A joint space station on the moon, ever-increasing military exercises by Chinese and Russian armies, and Moscow and Beijing are literally using the same anti-Western rhetoric. It seems that the two authoritarian superpowers are only one step away from a true military alliance. That would be a change of historic proportions.
Beijing has only one ally, North Korea, and China is not involved in alliances. Instead of pinning itself on obligations to military allies, Beijing works with partnerships, which are if necessary rigged into near-alliances. Russia, which leads its own alliance of former Soviet states, certainly does not need China in the military field.
Yet, especially from Russia, there is hint of an alliance. Russian President Vladimir Putin has been flirting with it for some time, Beijing is responding more and more enthusiastically. China’s ambassador to Moscow, Zhang Hanhui, recently assured Russia of “backing up” against US efforts to restrict Russia’s and China’s leeway. China has never been so explicit.
Authoritarian Monster Covenant
For the West, a new monstrous authoritarian alliance is a nightmare. Such a power bloc can exhaust the Americans in a battle on two fronts. Russia then puts pressure in the west, on the borders with Europe. If the US has their hands full there, China could open a second front in the east with an invasion of Taiwan, or skirmishes with Japan. It is impossible for the US to fight conflicts with two superpowers at the same time.
For a long time I thought Putin was bluffing with a Chinese alliance, now it seems serious. The current tension around Ukraine is a harbinger of such a two-front scenario,” said Artyom Lukin. This specialist in Russian-China relations from the Federal University of Vladivostok has even exchanged the US dollars in his savings account for Chinese renminbi, because he expects the alliance to be a fact within a few years.
China, which did not warm to an alliance with Russia until 2018 for fear of chasing the Americans, has since abandoned hopes that the rivalry with the US is temporary. After Trump’s trade war, Biden forged an anti-Chinese defense pact in Asia. Under mounting US pressure, Beijing is playing Putin’s game, in the hopes that Biden will back off due to the threat of a Russian-Chinese alliance. Not a month goes by without announcing new cooperation between Russia and China, be it building a space station or a shared vision of Afghanistan.
Moscow and Beijing converge in authoritarian norms
They are completely on the same page politically, says Natasha Kuhrt, a specialist in the Far East at Kings College in London. “How they crush popular protests, how they control the internet: Moscow and Beijing converge in authoritarian norms.”
Another similarity is the desire of both countries to be treated with respect by Washington as an equal superpower, rather than as a rival to be kept small. A Russian-Chinese alliance against the American democratic alliances in Europe and Asia therefore seems logical, especially when viewed through the prism of a New Cold War. The question is whether it really will.
Kuhrt sees more drawbacks than benefits. “China does not want to be sucked into Putin’s military adventures, such as the intervention in Kazakhstan or a Crimean war. Russia has little interest in helping China in territorial conflicts with friendly countries such as India or Vietnam,” said Kuhrt.
Three previous alliances have failed
In addition to the reluctance to get involved in each other’s conflicts, the legacy of three previous, disastrous Sino-Russian alliances plays a role. Those alliances ended in quarrels, threats of war and sporadic bloodshed. Before the Chinese revolution in 1949, Russia twice abused an alliance for territorial expansion in northeast China.
The third alliance was based on socialist solidarity. Moscow tried in the 1950s to model China on the Soviet example with the help of loans and advisers. This did not please China’s revolutionary leader Mao Zedong: he wanted Russian development aid and technology for an atomic bomb, but he made his own ideological plan. “When I say we should learn from the Soviet Union, I don’t mean we should learn to piss and shit from them,” Mao Zedong is said to have grumbled at his personal physician. In 1960, Moscow withdrew its advisers when the annoyances erupted into ideological discord. Henceforth the socialist giants were at war with each other.
Moscow does not want to become dependent, Beijing is cautious
It was only in the 1980s that Moscow and Beijing gradually learned to manage their resentment and mistrust: but they never became friends. With the economic roles reversed, Russia fears becoming dependent on China. ‘We want infrastructure and energy projects, but not on Chinese terms. Chinese want full control, so do Russians. As a result, collaboration often does not get off the ground’, says Loekin. However, Russia will remain a supplier of raw materials until Moscow accepts its economic subordination to China. It will be some time before Russian pride is set aside.
Beijing also remains cautious. Suppose such an alliance fails again, then all the work to improve relations with the northern neighbor has been in vain. For now, China will benefit more from the threat posed by the suggestion that Russia and China are about to join forces than from an actual alliance. Kuhrt: ‘China hopes that the idea alone will stop Washington from increasing the pressure on China. If that alliance is a fact, then Russia and China will be stuck together and all chances for normal relations with the US will have been lost.’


### Task to carry out
Every line of the records below that has the word "output" should be copied.

### Provided material
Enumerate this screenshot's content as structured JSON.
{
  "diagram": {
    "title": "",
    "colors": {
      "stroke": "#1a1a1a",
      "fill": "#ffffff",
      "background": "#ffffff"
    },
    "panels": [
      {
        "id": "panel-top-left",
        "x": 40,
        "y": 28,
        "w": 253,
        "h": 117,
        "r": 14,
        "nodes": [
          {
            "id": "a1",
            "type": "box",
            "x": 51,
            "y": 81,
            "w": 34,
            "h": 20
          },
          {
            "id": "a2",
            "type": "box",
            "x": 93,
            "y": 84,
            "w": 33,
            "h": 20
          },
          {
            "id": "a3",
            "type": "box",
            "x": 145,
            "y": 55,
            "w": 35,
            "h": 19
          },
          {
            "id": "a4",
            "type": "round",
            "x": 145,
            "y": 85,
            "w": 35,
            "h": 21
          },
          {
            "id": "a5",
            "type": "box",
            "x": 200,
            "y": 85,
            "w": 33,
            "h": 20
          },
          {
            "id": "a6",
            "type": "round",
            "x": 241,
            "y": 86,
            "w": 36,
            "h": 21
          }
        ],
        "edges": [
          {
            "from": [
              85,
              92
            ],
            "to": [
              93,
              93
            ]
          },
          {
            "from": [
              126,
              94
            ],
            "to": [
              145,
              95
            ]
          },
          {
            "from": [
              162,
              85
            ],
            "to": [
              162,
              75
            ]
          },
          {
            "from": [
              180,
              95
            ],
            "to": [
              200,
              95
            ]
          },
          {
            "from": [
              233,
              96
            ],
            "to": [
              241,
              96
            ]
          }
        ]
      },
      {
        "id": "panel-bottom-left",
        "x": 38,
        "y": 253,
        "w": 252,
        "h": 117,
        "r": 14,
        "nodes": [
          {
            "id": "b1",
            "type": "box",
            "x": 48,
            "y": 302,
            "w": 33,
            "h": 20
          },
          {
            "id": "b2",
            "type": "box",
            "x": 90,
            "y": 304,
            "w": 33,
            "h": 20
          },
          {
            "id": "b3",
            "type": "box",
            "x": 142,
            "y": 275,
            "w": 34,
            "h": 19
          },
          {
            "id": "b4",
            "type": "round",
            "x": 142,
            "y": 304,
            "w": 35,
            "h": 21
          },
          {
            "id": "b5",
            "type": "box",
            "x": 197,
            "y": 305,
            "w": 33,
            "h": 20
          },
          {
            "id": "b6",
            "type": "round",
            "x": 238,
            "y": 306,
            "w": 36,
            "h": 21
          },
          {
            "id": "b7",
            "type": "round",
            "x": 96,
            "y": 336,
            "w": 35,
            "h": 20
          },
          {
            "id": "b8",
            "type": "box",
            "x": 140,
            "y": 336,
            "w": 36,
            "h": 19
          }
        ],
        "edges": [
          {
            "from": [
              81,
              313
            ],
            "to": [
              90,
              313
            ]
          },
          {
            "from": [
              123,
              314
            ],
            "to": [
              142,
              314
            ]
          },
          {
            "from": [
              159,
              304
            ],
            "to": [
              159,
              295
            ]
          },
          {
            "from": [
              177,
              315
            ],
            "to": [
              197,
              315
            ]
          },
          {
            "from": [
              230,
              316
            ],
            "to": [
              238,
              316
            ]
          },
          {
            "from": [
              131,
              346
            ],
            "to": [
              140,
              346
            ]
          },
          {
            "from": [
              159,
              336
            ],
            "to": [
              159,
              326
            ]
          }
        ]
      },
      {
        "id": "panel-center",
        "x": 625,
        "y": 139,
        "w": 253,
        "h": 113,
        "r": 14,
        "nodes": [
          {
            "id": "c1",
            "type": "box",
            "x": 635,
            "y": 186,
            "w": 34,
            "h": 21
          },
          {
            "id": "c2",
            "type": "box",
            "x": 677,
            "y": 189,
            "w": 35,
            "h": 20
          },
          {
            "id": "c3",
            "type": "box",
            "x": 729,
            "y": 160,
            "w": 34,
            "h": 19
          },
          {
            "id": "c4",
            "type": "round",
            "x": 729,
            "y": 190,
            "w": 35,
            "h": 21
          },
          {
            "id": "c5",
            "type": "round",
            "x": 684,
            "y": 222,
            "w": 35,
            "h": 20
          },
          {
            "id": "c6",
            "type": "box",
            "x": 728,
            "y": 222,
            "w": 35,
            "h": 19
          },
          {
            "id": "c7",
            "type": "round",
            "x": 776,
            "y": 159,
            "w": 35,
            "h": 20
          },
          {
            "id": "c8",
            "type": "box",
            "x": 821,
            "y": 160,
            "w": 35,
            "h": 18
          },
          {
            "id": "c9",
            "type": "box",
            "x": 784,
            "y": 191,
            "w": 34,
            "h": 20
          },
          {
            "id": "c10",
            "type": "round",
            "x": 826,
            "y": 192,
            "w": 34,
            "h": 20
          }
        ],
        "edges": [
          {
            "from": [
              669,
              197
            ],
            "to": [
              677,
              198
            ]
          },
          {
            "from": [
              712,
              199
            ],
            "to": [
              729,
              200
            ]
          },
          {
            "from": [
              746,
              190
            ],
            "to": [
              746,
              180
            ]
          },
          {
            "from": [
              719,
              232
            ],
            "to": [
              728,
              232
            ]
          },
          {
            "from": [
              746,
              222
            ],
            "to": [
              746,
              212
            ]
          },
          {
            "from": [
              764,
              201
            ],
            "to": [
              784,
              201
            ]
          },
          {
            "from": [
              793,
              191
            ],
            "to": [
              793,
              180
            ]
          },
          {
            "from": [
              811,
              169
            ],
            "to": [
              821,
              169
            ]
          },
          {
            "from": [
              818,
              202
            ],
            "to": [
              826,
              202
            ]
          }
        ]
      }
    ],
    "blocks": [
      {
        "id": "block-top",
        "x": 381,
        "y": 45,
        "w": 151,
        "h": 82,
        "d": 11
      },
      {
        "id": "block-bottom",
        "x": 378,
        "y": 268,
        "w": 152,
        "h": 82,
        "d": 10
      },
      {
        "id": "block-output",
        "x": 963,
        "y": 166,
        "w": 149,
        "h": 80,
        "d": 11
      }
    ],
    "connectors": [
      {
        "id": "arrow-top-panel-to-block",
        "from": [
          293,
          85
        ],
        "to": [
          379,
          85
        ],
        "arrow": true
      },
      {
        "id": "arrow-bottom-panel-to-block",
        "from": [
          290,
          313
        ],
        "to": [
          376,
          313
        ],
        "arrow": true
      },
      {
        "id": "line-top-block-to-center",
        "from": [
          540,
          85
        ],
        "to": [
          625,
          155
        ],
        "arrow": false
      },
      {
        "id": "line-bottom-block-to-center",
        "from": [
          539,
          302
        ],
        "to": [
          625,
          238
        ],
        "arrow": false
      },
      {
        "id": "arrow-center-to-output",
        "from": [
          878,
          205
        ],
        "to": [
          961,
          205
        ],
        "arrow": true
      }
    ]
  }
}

### Expected answer
        "id": "block-output",
        "id": "arrow-center-to-output",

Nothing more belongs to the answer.